拍品专文
Lost from sight for over a century, this early masterpiece by Jan Lievens is a spectacular rediscovery. The subject of Simeon praising the Christ Child is from the Gospel of Saint Luke (2: 25-33) and relates how Joseph and Mary, after the Circumcision, went to the temple in Jerusalem to present their first-born to the Lord and make the mandatory offering of two turtledoves. There they found the aged and devout high priest of the temple, Simeon, of whom was prophesied that he would not die until he had seen the Messiah. Simeon recognized the Christ Child, took him in his arms and thanked the Lord in a prayer: “Lord, now lettest thou thy servant depart in peace, according to the word: For mine eyes have seen they salvation, Which thou hast prepared before the face of all people; A light to lighten the Gentiles, and the glory of thy people Israel”. In Christian faith Simeon’s song of praise is a key event representing an affirmation through divine revelation of Christ’s special status as the Savior of mankind.
Lievens created a gripping image, full of drama. Simeon, weathered by age, turns his eyes moist with emotion heavenward. Holding the infant with his hands firmly clasped together, his mouth slightly opened, he mutters the prayer. With his powerful presence Simeon seems to burst from the picture plane. Two other treatments of this subject by Lievens have been preserved, both of which are later and in the Bader Collection, Milwaukee (D. de Witt, op. cit., pp. 189-190, no. 113; pp. 193-195, no. 11).
Lievens painted this large panel in the first years of activity as an artist, 1625 or slightly earlier, when he was still a teenager and closely associated with the slightly older Rembrandt. Lievens, however, was more precocious, and according to his early patron, the Leiden city chronicler Jan Orlers, his “consummate skill astounded numerous connoisseurs of art who found it hard to believe that a mere stripling of twelve or scarcely older could produce such work”. Comparison with Rembrandt’s small and carefully painted panel Tobit and Anna of 1626 in the Rijksmuseum clarifies the considerable difference in approach between these two great masters. Lievens stood out and even at this early stage his clientele already included noble and royal clients.
Lievens took a keen interest in the works of the Utrecht Caravaggisti and quickly made their innovative style his own. Two interpretations of Simeon and the Christ Child by Jan van Bijlert are strikingly close to the present work and Lievens may have had one or both in mind when he painted it (fig. 1).
This exceptionally well-preserved painting is a superb demonstration of the young Lievens’ talents. Lievens achieved a strong sense of directness and immediacy by deftly manipulating the paint and ingeniously adjusting his brushwork. Vigorously executed wet-in-wet passages and areas with thick impasto are to be admired throughout the painting, some of them even carrying the artist’s fingerprints.
We thank Dr Lloyd de Witt for his kind assistance in the preparation of this lot.
Lievens created a gripping image, full of drama. Simeon, weathered by age, turns his eyes moist with emotion heavenward. Holding the infant with his hands firmly clasped together, his mouth slightly opened, he mutters the prayer. With his powerful presence Simeon seems to burst from the picture plane. Two other treatments of this subject by Lievens have been preserved, both of which are later and in the Bader Collection, Milwaukee (D. de Witt, op. cit., pp. 189-190, no. 113; pp. 193-195, no. 11).
Lievens painted this large panel in the first years of activity as an artist, 1625 or slightly earlier, when he was still a teenager and closely associated with the slightly older Rembrandt. Lievens, however, was more precocious, and according to his early patron, the Leiden city chronicler Jan Orlers, his “consummate skill astounded numerous connoisseurs of art who found it hard to believe that a mere stripling of twelve or scarcely older could produce such work”. Comparison with Rembrandt’s small and carefully painted panel Tobit and Anna of 1626 in the Rijksmuseum clarifies the considerable difference in approach between these two great masters. Lievens stood out and even at this early stage his clientele already included noble and royal clients.
Lievens took a keen interest in the works of the Utrecht Caravaggisti and quickly made their innovative style his own. Two interpretations of Simeon and the Christ Child by Jan van Bijlert are strikingly close to the present work and Lievens may have had one or both in mind when he painted it (fig. 1).
This exceptionally well-preserved painting is a superb demonstration of the young Lievens’ talents. Lievens achieved a strong sense of directness and immediacy by deftly manipulating the paint and ingeniously adjusting his brushwork. Vigorously executed wet-in-wet passages and areas with thick impasto are to be admired throughout the painting, some of them even carrying the artist’s fingerprints.
We thank Dr Lloyd de Witt for his kind assistance in the preparation of this lot.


Provide a verbatim copy of all the records below, leaving the images out.

Items from an interface collection →
□ □ □ □ □ □ □

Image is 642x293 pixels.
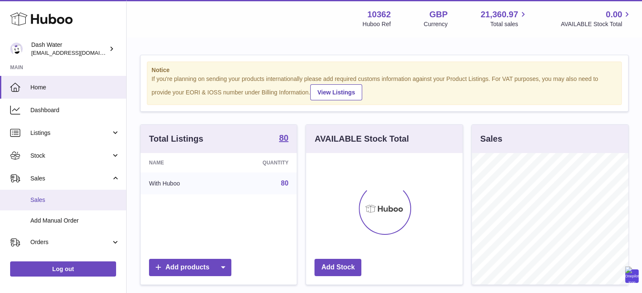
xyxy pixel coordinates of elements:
[480,9,528,28] a: 21,360.97 Total sales
[30,84,120,92] span: Home
[281,180,289,187] a: 80
[561,9,632,28] a: 0.00 AVAILABLE Stock Total
[30,239,111,247] span: Orders
[30,129,111,137] span: Listings
[30,152,111,160] span: Stock
[149,259,231,277] a: Add products
[606,9,622,20] span: 0.00
[429,9,448,20] strong: GBP
[10,43,23,55] img: bea@dash-water.com
[30,217,120,225] span: Add Manual Order
[315,133,409,145] h3: AVAILABLE Stock Total
[315,259,361,277] a: Add Stock
[223,153,297,173] th: Quantity
[490,20,528,28] span: Total sales
[30,106,120,114] span: Dashboard
[152,75,617,100] div: If you're planning on sending your products internationally please add required customs informati...
[30,175,111,183] span: Sales
[480,9,518,20] span: 21,360.97
[149,133,203,145] h3: Total Listings
[30,196,120,204] span: Sales
[363,20,391,28] div: Huboo Ref
[424,20,448,28] div: Currency
[279,134,288,144] a: 80
[141,173,223,195] td: With Huboo
[31,49,124,56] span: [EMAIL_ADDRESS][DOMAIN_NAME]
[310,84,362,100] a: View Listings
[141,153,223,173] th: Name
[279,134,288,142] strong: 80
[367,9,391,20] strong: 10362
[31,41,107,57] div: Dash Water
[152,66,617,74] strong: Notice
[480,133,502,145] h3: Sales
[561,20,632,28] span: AVAILABLE Stock Total
[10,262,116,277] a: Log out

□ □ □ □ □ □ □

Task result →
Image is 642x293 pixels.
xyxy pixel coordinates of elements:
[480,9,528,28] a: 21,360.97 Total sales
[30,84,120,92] span: Home
[281,180,289,187] a: 80
[561,9,632,28] a: 0.00 AVAILABLE Stock Total
[30,239,111,247] span: Orders
[30,129,111,137] span: Listings
[30,152,111,160] span: Stock
[149,259,231,277] a: Add products
[606,9,622,20] span: 0.00
[429,9,448,20] strong: GBP
[10,43,23,55] img: bea@dash-water.com
[30,217,120,225] span: Add Manual Order
[315,133,409,145] h3: AVAILABLE Stock Total
[315,259,361,277] a: Add Stock
[223,153,297,173] th: Quantity
[490,20,528,28] span: Total sales
[30,106,120,114] span: Dashboard
[152,75,617,100] div: If you're planning on sending your products internationally please add required customs informati...
[30,175,111,183] span: Sales
[480,9,518,20] span: 21,360.97
[149,133,203,145] h3: Total Listings
[30,196,120,204] span: Sales
[363,20,391,28] div: Huboo Ref
[424,20,448,28] div: Currency
[279,134,288,144] a: 80
[141,173,223,195] td: With Huboo
[31,49,124,56] span: [EMAIL_ADDRESS][DOMAIN_NAME]
[310,84,362,100] a: View Listings
[141,153,223,173] th: Name
[279,134,288,142] strong: 80
[367,9,391,20] strong: 10362
[31,41,107,57] div: Dash Water
[152,66,617,74] strong: Notice
[480,133,502,145] h3: Sales
[561,20,632,28] span: AVAILABLE Stock Total
[10,262,116,277] a: Log out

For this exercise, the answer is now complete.